BioShock

BioShock mixes the moral grayness of a Raymond Chandler novel, the sinister technology of a Weird War comic and the Art Deco style of the Chrysler Building.

BioShock

One of the risks that any genre faces is that by defining its boundaries too rigidly, it ends up telling the same story over and over again.

2K Games’ BioShock, while firmly dieselpunk, manages to avoid the obvious settings of the 1930s metropolis or World War II and stays original and unusual while making elements of both backgrounds integral to its own bizarre, self-contained world.

BioShock is a first-person shooter set in Rapture, a decrepit underwater utopia. The player uses guns, stealth and “plasmids” (spells, essentially) to fight off hordes of genetically-enhanced madmen and the occasional giant in diving suit while uncovering a complex backstory about the discovery of his odd powers and the fall of the city from grace.

As nothing more than a shooter, BioShock works very well. It is fast, violent and the possibilities for character-adjustment lend new depth to the Doom-style gunplay.

If anything, the game may be a little too easy for the hardened gamer. The villains get somewhat repetitive and there are a couple of missions that require you to run about finding the dystopian equivalent of door keys. Otherwise it is exciting, unsettling and occasionally blackly comic, and truly outstanding in terms of plot and setting.

Rapture is beautifully drawn and the Art Deco details are perfect, from primitive computers to the glossy advertisements on the walls, all the way to the cut of the archvillain’s suit.

Even the voice-acting is appropriate to the setting: Andrew Ryan, founder of the city, sounds rather like a young Orson Welles.

A special mention should also go to the mad impresario Sander Cohen, a magnificent blend of Liberace and the Joker.

Although there are a few straight-up villains, the characterization is unusually subtle for a computer game. There is a sense that everyone, in some way, is morally compromised — which suits the dieselpunk setting particularly well.

The plot is exceptionally well-developed, not only in terms of throwing twists at the player (probably not that difficult to do), but in engrossing the player and actually making him think. One of the main subplots hinges on the importance of personal choice in becoming truly free — not your usual shoot-’em-up fare.

Rapture itself is run according to Objectivist philosophy; one of extreme capitalism espoused by 1940s novelist Ayn Rand. You could almost experience BioShock as a commentary on Objectivism gone wrong — if you were not too busy blowing up hordes of lunatics instead.

BioShock is truly adult entertainment, and not just because you have a gunfight in a strip club. It is one of the few games to throw around serious ideas and talk about rounded characters. It mixes the moral grayness of a Raymond Chandler novel, the sinister technology of a Weird War comic and the Art Deco style of the Chrysler Building. You can’t get much more dieselpunk than that!

This story first appeared in Gatehouse Gazette 3 (November 2008), p. 19-20, with the headline “Lost in Rapture; BioShock”.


■ PROBLEM DESCRIPTION
Would you write out every record that follows exactly, with the pictures left out?

■ DATA FOR THIS TASK
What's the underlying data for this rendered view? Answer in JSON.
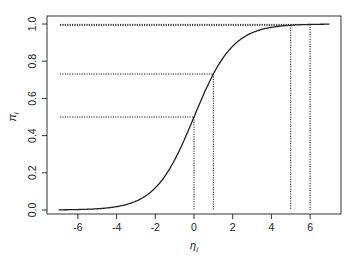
{
  "chart_data": {
    "type": "line",
    "title": "",
    "xlabel": "η_i",
    "ylabel": "π_i",
    "xlim": [
      -7.5,
      7.5
    ],
    "ylim": [
      -0.04,
      1.04
    ],
    "grid": false,
    "legend": null,
    "x_ticks": [
      -6,
      -4,
      -2,
      0,
      2,
      4,
      6
    ],
    "x_tick_labels": [
      "-6",
      "-4",
      "-2",
      "0",
      "2",
      "4",
      "6"
    ],
    "y_ticks": [
      0.0,
      0.2,
      0.4,
      0.6,
      0.8,
      1.0
    ],
    "y_tick_labels": [
      "0.0",
      "0.2",
      "0.4",
      "0.6",
      "0.8",
      "1.0"
    ],
    "series": [
      {
        "name": "logistic curve",
        "function": "pi = exp(eta) / (1 + exp(eta))",
        "x_range": [
          -7,
          7
        ],
        "x": [
          -7,
          -6,
          -5,
          -4,
          -3,
          -2,
          -1,
          0,
          1,
          2,
          3,
          4,
          5,
          6,
          7
        ],
        "values": [
          0.0009,
          0.0025,
          0.0067,
          0.018,
          0.0474,
          0.1192,
          0.2689,
          0.5,
          0.7311,
          0.8808,
          0.9526,
          0.982,
          0.9933,
          0.9975,
          0.9991
        ],
        "style": "solid"
      }
    ],
    "reference_lines": [
      {
        "eta": 0,
        "pi": 0.5,
        "style": "dotted"
      },
      {
        "eta": 1,
        "pi": 0.731,
        "style": "dotted"
      },
      {
        "eta": 5,
        "pi": 0.993,
        "style": "dotted"
      },
      {
        "eta": 6,
        "pi": 0.998,
        "style": "dotted"
      }
    ],
    "annotations": []
  },
  "colors": {
    "line": "#222222",
    "axis": "#333333",
    "background": "#ffffff"
  }
}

■ TASK SOLUTION
What's the underlying data for this rendered view? Answer in JSON.
{
  "chart_data": {
    "type": "line",
    "title": "",
    "xlabel": "η_i",
    "ylabel": "π_i",
    "xlim": [
      -7.5,
      7.5
    ],
    "ylim": [
      -0.04,
      1.04
    ],
    "grid": false,
    "legend": null,
    "x_ticks": [
      -6,
      -4,
      -2,
      0,
      2,
      4,
      6
    ],
    "x_tick_labels": [
      "-6",
      "-4",
      "-2",
      "0",
      "2",
      "4",
      "6"
    ],
    "y_ticks": [
      0.0,
      0.2,
      0.4,
      0.6,
      0.8,
      1.0
    ],
    "y_tick_labels": [
      "0.0",
      "0.2",
      "0.4",
      "0.6",
      "0.8",
      "1.0"
    ],
    "series": [
      {
        "name": "logistic curve",
        "function": "pi = exp(eta) / (1 + exp(eta))",
        "x_range": [
          -7,
          7
        ],
        "x": [
          -7,
          -6,
          -5,
          -4,
          -3,
          -2,
          -1,
          0,
          1,
          2,
          3,
          4,
          5,
          6,
          7
        ],
        "values": [
          0.0009,
          0.0025,
          0.0067,
          0.018,
          0.0474,
          0.1192,
          0.2689,
          0.5,
          0.7311,
          0.8808,
          0.9526,
          0.982,
          0.9933,
          0.9975,
          0.9991
        ],
        "style": "solid"
      }
    ],
    "reference_lines": [
      {
        "eta": 0,
        "pi": 0.5,
        "style": "dotted"
      },
      {
        "eta": 1,
        "pi": 0.731,
        "style": "dotted"
      },
      {
        "eta": 5,
        "pi": 0.993,
        "style": "dotted"
      },
      {
        "eta": 6,
        "pi": 0.998,
        "style": "dotted"
      }
    ],
    "annotations": []
  },
  "colors": {
    "line": "#222222",
    "axis": "#333333",
    "background": "#ffffff"
  }
}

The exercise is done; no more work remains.